Everything should not be with one person or company. Were those people awake? Sounds like their brains went to sleep when they met Madoff.

http://seekinglemonade.blogspot.com/ of CA 4:06PM March 06, 2009

Here are the top of my list, where new monies are used to pay off accounts until a run on the money shows nothing but blue sky - your basic Ponzi Scheme:

1. Large banks like CitiGroup, WAMU, BofA, and WellFargo who have received hundreds of billions of dollars from government (taxpayer) bailouts and still have nothing to show as the blue sky has fallen and there are few tangible assets.

2. Large insurance companies like AIG who have also received over $100 billion in federal bailout money to prop it up while it sells off any tangible assets that remain - not much compared to all the blue sky that has fallen.

3. WallStreet bankers, stock brokers and securities peddlers who kept pushing the value of stock beyond what was rational - some upwards to 50 times earnings... bamm... the bubble bursted and investors, retirees, and pension funds got burned big time.

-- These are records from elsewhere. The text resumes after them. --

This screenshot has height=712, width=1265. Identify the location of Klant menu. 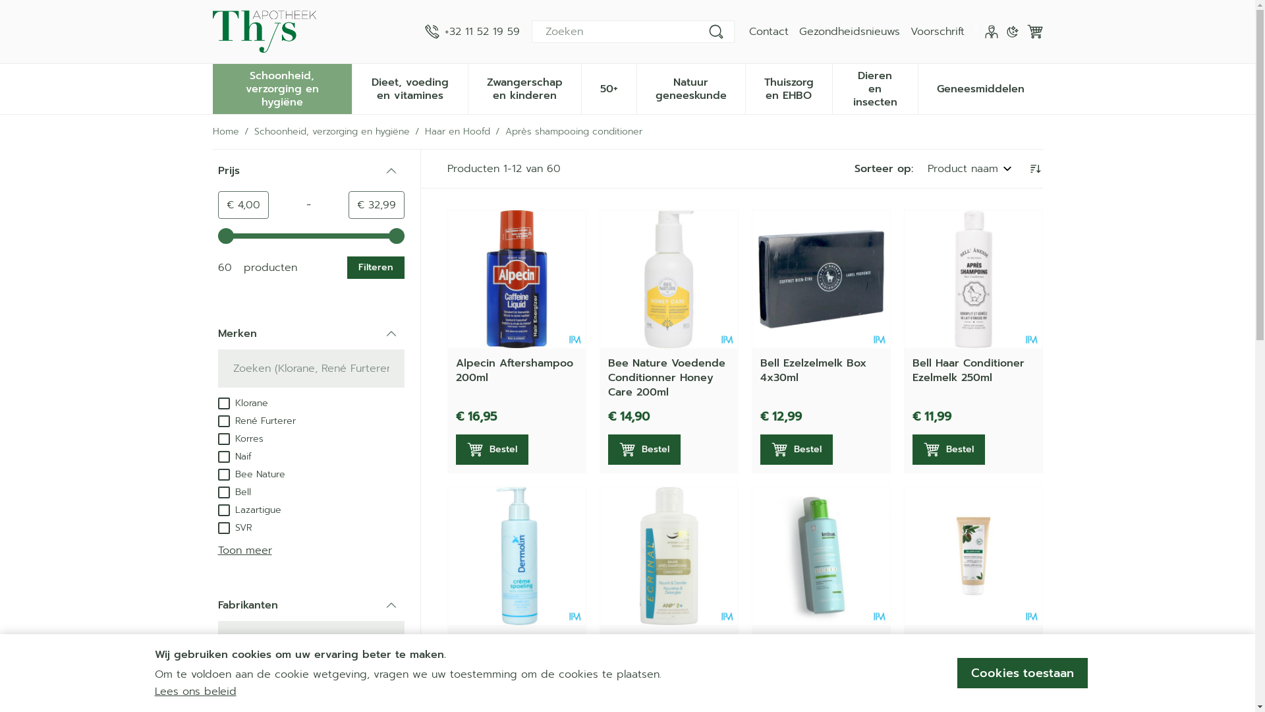
(991, 32).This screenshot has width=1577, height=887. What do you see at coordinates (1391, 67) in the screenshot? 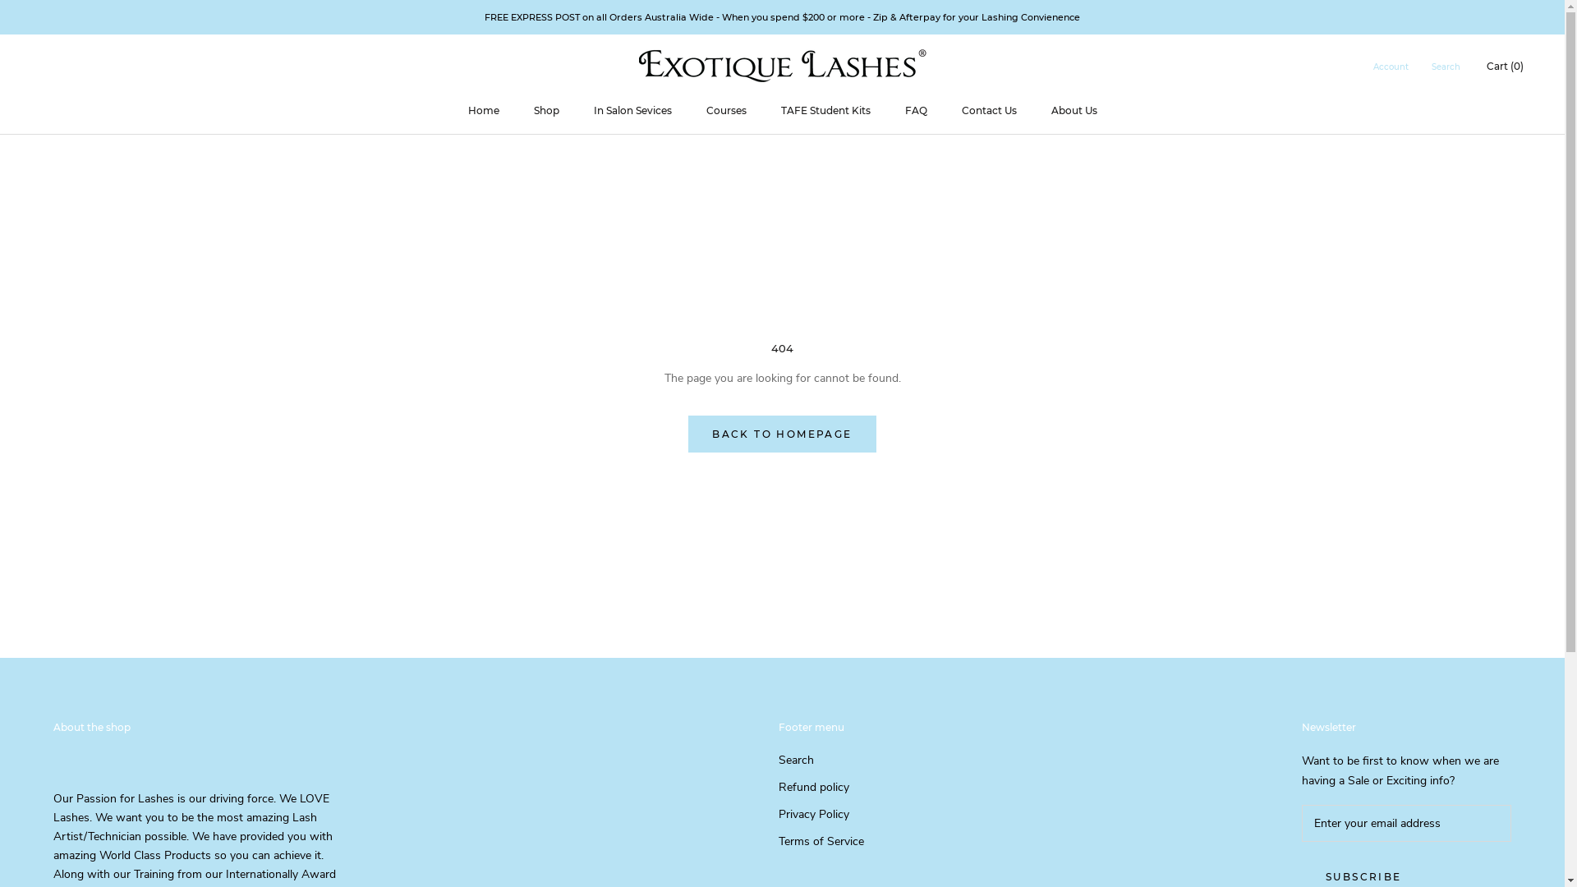
I see `Account` at bounding box center [1391, 67].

Tony Lee of CA 11:19AM March 06, 2009

Most of your advice would not have avoided an investment in Madoff Securities except being suspicious about too good to be true returns and using a custodian. However, not following those two points of advice could easily be rationalized. While a careful look at many years of his published returns might raise suspicion that information may not have been readily available and certainly the returns would have tracked some other investments with similar returns for periods of time. Didn't he have a 40 year track record and a stellar reputation? The most important advice is to diversify your investments and you missed that entirely. The people who put everything or a substantial portion of their assets in that one investment account violated that rule. They left themselves open to that loss. Don't get me wrong, I do sympathize with the victims.